Environmental activist Geoffrey Supran is up to his old tricks again, asking a left-wing website for data to support his next big project. One of Supran’s previous papers was a smear on ExxonMobil’s record on climate change, for which he and his coauthor were heavily criticized for using biased data. Those data were obtained from the environmental group Greenpeace.

This week Supran contacted Ryan Koronowski publicly on Twitter for access to a data spreadsheet entitled “federal climate deniers 2017.” The data were cited in an article by ThinkProgress, a self-proclaimed progressive news site and editorial project of the Center for American Progress (CAP), where Koronowski is a research director. CAP is also funded by the Rockefeller Foundation and the Rockefeller Family Fund, two major players in the current climate litigation campaign attempting to force energy companies to pay for global warming.

In the climate change debate, ThinkProgress is a known commodity – and a controversial one at that. In 2016, WikiLeaks published several emails from the personal account of John Podesta, a CAP board member who was Hillary Clinton’s presidential campaign chairman at the time. One email in particular showed correspondence between Judd Legum, editor of ThinkProgress, and billionaire environmentalist Tom Steyer. Legum describes efforts to suppress the voice of University of Colorado professor Roger Pielke, Jr., on climate change issues. Pielke had written a piece for FiveThirtyEight that argued natural disasters were causing more damage not due to climate change, but rather because in a wealthier society, we simply have more to lose – a perspective that conflicted with what climate activist groups were arguing.
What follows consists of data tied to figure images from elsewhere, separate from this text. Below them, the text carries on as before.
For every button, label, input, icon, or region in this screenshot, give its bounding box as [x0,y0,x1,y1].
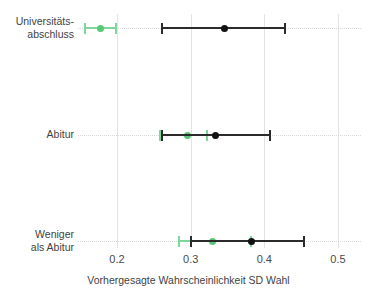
interval-black-row-0 [0,20,377,36]
x-tick-label-0.3: 0.3 [183,253,198,265]
point-estimate-dot [221,25,228,32]
interval-black-row-1 [0,127,377,143]
interval-cap-high [284,23,286,34]
interval-cap-low [190,236,192,247]
point-estimate-dot [248,238,255,245]
x-axis-title: Vorhergesagte Wahrscheinlichkeit SD Wahl [0,274,377,286]
forest-plot-chart: Universitäts- abschlussAbiturWeniger als… [0,0,377,297]
plot-area: Universitäts- abschlussAbiturWeniger als… [0,0,377,260]
x-tick-label-0.4: 0.4 [257,253,272,265]
x-tick-label-0.5: 0.5 [330,253,345,265]
interval-cap-high [303,236,305,247]
interval-black-row-2 [0,233,377,249]
interval-cap-high [269,130,271,141]
interval-cap-low [161,23,163,34]
interval-cap-low [161,130,163,141]
x-tick-label-0.2: 0.2 [109,253,124,265]
point-estimate-dot [212,132,219,139]
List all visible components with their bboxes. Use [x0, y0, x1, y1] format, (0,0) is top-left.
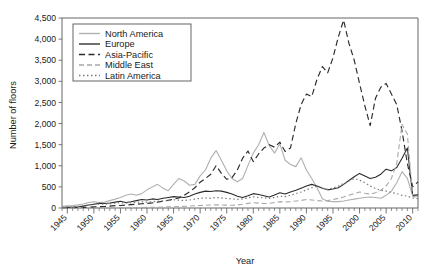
- y-axis-title: Number of floors: [8, 81, 18, 149]
- y-tick-label: 2,500: [34, 98, 56, 108]
- y-tick-label: 500: [42, 182, 57, 192]
- series-line-middle-east: [62, 124, 418, 208]
- x-tick-label: 2010: [394, 212, 415, 233]
- legend-label-asia-pacific: Asia-Pacific: [105, 50, 153, 60]
- y-tick-label: 2,000: [34, 119, 56, 129]
- y-tick-label: 1,500: [34, 140, 56, 150]
- line-chart: 05001,0001,5002,0002,5003,0003,5004,0004…: [0, 0, 436, 271]
- x-tick-label: 1975: [208, 212, 229, 233]
- y-tick-label: 0: [51, 203, 56, 213]
- y-axis-tick-marks: [59, 18, 63, 208]
- y-tick-label: 4,500: [34, 13, 56, 23]
- x-tick-label: 2005: [367, 212, 388, 233]
- x-tick-label: 1950: [75, 212, 96, 233]
- x-axis-tick-marks: [67, 208, 412, 214]
- x-tick-label: 1945: [48, 212, 69, 233]
- x-axis-tick-labels: 1945195019551960196519701975198019851990…: [48, 212, 414, 233]
- x-tick-label: 1985: [261, 212, 282, 233]
- legend-label-north-america: North America: [105, 29, 164, 39]
- x-tick-label: 1970: [181, 212, 202, 233]
- y-tick-label: 4,000: [34, 34, 56, 44]
- x-tick-label: 1955: [101, 212, 122, 233]
- x-tick-label: 1960: [128, 212, 149, 233]
- x-tick-label: 2000: [340, 212, 361, 233]
- x-tick-label: 1990: [287, 212, 308, 233]
- y-tick-label: 3,000: [34, 76, 56, 86]
- y-tick-label: 3,500: [34, 55, 56, 65]
- x-tick-label: 1995: [314, 212, 335, 233]
- x-tick-label: 1980: [234, 212, 255, 233]
- legend-label-latin-america: Latin America: [105, 71, 162, 81]
- legend-label-middle-east: Middle East: [105, 60, 153, 70]
- y-tick-label: 1,000: [34, 161, 56, 171]
- chart-figure: 05001,0001,5002,0002,5003,0003,5004,0004…: [0, 0, 436, 271]
- series-line-north-america: [62, 132, 418, 206]
- legend-label-europe: Europe: [105, 39, 135, 49]
- y-axis-tick-labels: 05001,0001,5002,0002,5003,0003,5004,0004…: [34, 13, 56, 213]
- x-tick-label: 1965: [154, 212, 175, 233]
- x-axis-title: Year: [236, 256, 255, 266]
- chart-legend: North AmericaEuropeAsia-PacificMiddle Ea…: [73, 24, 191, 81]
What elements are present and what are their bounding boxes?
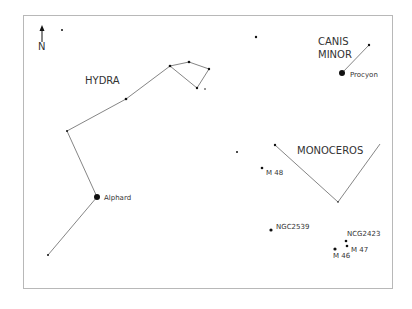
m48-label: M 48 xyxy=(266,169,283,177)
clusters xyxy=(261,167,349,251)
star-chart: N HYDRA CANIS MI xyxy=(0,0,412,309)
hydra-label: HYDRA xyxy=(85,75,120,86)
north-arrow-icon xyxy=(40,25,45,42)
ngc2539-label: NGC2539 xyxy=(276,223,309,231)
canis-minor-label-line2: MINOR xyxy=(318,49,352,60)
north-label: N xyxy=(38,41,45,52)
m46-label: M 46 xyxy=(333,252,351,260)
canis-minor-label-line1: CANIS xyxy=(318,36,349,47)
monoceros-label: MONOCEROS xyxy=(297,145,363,156)
procyon-label: Procyon xyxy=(350,71,378,79)
ncg2423-label: NCG2423 xyxy=(347,230,380,238)
field-stars xyxy=(61,29,257,153)
alphard-label: Alphard xyxy=(104,194,131,202)
m47-label: M 47 xyxy=(351,246,368,254)
hydra-lines xyxy=(48,62,209,255)
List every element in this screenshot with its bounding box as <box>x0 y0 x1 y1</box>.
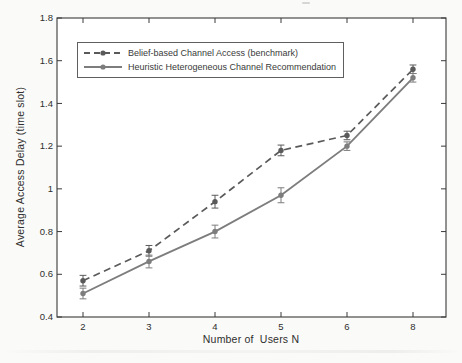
legend-line-sample-dashed <box>83 47 123 59</box>
data-point-marker <box>278 193 283 198</box>
data-point-marker <box>146 248 151 253</box>
y-tick-label: 1.2 <box>40 140 53 151</box>
x-axis-label: Number of Users N <box>203 333 299 345</box>
legend-label-heuristic: Heuristic Heterogeneous Channel Recommen… <box>128 62 336 72</box>
y-tick-label: 0.4 <box>40 311 53 322</box>
y-tick-label: 1.6 <box>40 55 53 66</box>
y-tick-label: 0.6 <box>40 268 53 279</box>
y-tick-label: 1 <box>48 183 53 194</box>
legend-label-benchmark: Belief-based Channel Access (benchmark) <box>128 48 298 58</box>
x-tick-label: 5 <box>278 321 283 332</box>
x-tick-label: 4 <box>212 321 217 332</box>
data-point-marker <box>80 278 85 283</box>
y-tick-label: 1.8 <box>40 12 53 23</box>
figure: 2345680.40.60.811.21.41.61.8 Average Acc… <box>0 0 462 363</box>
scan-artifact-bottom <box>0 350 462 353</box>
y-tick-label: 1.4 <box>40 98 53 109</box>
data-point-marker <box>410 75 415 80</box>
data-point-marker <box>410 67 415 72</box>
x-tick-label: 3 <box>146 321 151 332</box>
legend-line-sample-solid <box>83 61 123 73</box>
data-point-marker <box>80 291 85 296</box>
y-axis-label: Average Access Delay (time slot) <box>14 87 26 247</box>
data-point-marker <box>344 143 349 148</box>
x-tick-label: 6 <box>344 321 349 332</box>
data-point-marker <box>344 133 349 138</box>
y-tick-label: 0.8 <box>40 226 53 237</box>
x-tick-label: 8 <box>410 321 415 332</box>
data-point-marker <box>278 148 283 153</box>
data-point-marker <box>212 199 217 204</box>
legend: Belief-based Channel Access (benchmark) … <box>77 42 344 78</box>
legend-item-benchmark: Belief-based Channel Access (benchmark) <box>83 46 336 59</box>
x-tick-label: 2 <box>80 321 85 332</box>
data-point-marker <box>146 259 151 264</box>
scan-artifact-top <box>302 2 310 4</box>
legend-item-heuristic: Heuristic Heterogeneous Channel Recommen… <box>83 60 336 73</box>
data-point-marker <box>212 229 217 234</box>
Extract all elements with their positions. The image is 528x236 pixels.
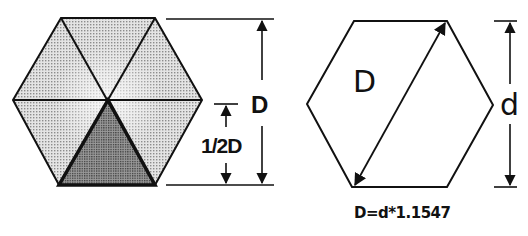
label-half-D: 1/2D <box>201 134 242 157</box>
label-D-right: D <box>353 64 376 99</box>
formula-text: D=d*1.1547 <box>354 204 451 222</box>
label-D-left: D <box>251 91 268 118</box>
diagonal-D-arrow <box>355 23 445 185</box>
label-d: d <box>500 87 519 122</box>
hexagon-diagram: D 1/2D D d D=d*1.1547 <box>0 0 528 236</box>
left-hexagon <box>13 18 202 185</box>
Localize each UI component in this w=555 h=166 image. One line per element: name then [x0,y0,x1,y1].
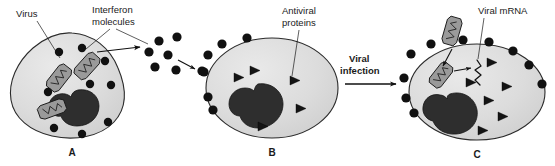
panel-a-group: A [10,33,124,158]
viral-infection-transition: Viral infection [340,53,396,84]
panel-letter-b: B [268,147,275,158]
viral-infection-label-line1: Viral [349,53,369,64]
panel-letter-a: A [68,147,75,158]
interferon-diagram: A Virus Interferon molecules [0,0,555,166]
panel-b-group: B [199,33,338,158]
viral-mrna-label: Viral mRNA [478,5,528,16]
antiviral-label-line1: Antiviral [282,5,316,16]
panel-letter-c: C [473,149,480,160]
interferon-label-line1: Interferon [92,4,133,15]
cell-c-membrane [409,44,545,140]
interferon-binding-arrow [178,60,195,69]
viral-infection-label-line2: infection [340,65,380,76]
panel-c-group: C [399,15,546,160]
antiviral-label-line2: proteins [282,17,316,28]
diagram-canvas: A Virus Interferon molecules [0,0,555,166]
virus-label: Virus [16,8,38,19]
interferon-label-line2: molecules [92,16,135,27]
Pielke’s piece was followed by rebuttals from ThinkProgress and FiveThirtyEight. Pielke was forced to resign shortly thereafter. A year later, Pielke was the center of an investigation led by Democratic congressmen questioning whether he was receiving funding by the fossil-fuel industry for his work. In the exchange with Steyer, Legum boasted about ThinkProgress’ sister-site, ClimateProgress:

“I think it’s fair say that, without Climate Progress, Pielke would still be writing on climate change for 538.”

The recent #ExxonKnew and climate litigation campaigns have been broadly criticized as an attack on free speech and an attempt to suppress dissent. Supran’s outreach to ThinkProgress may only serve to confirm those fears.

History of Bad Data

Despite his Harvard credentials, Supran is developing a reputation for cutting corners by relying on activist groups to feed him biased data.

Supran, with co-author Naomi Oreskes, published a peer-reviewed paper last year accusing ExxonMobil of misleading the public on climate change. However, as Energy In Depth reported at the time, the two Harvard researchers not only used an incomplete and cherry-picked data set, but also one collected by the environmental activist group Greenpeace.

Energy In Depth wasn’t alone in critiquing Supran’s methods. Kimberly Neuendorf, Ph.D., the Cleveland State University professor who literally wrote the book on the method of content analysis that Supran claimed to have used, issued a scathing rebuttal to Supran’s paper. Neuendorf wrote that Supran’s data analysis is “unreliable, invalid, biased, not generalizable, and not replicable,” adding that there was “no scientific support” for his findings.

The anti-fossil fuel movement heralds Supran as one of its top climate experts. But it’s telling that climate activists are relying on someone who uses Greenpeace and other fringe groups to support his claims, and who publishes research that isn’t worth the paper it’s printed on.

Will his new research project – underpinned by data assembled by folks who celebrate the suppression of dissent on climate change issues – be any different? We aren’t holding our breath, but we’ll certainly be closely watching as the research progresses.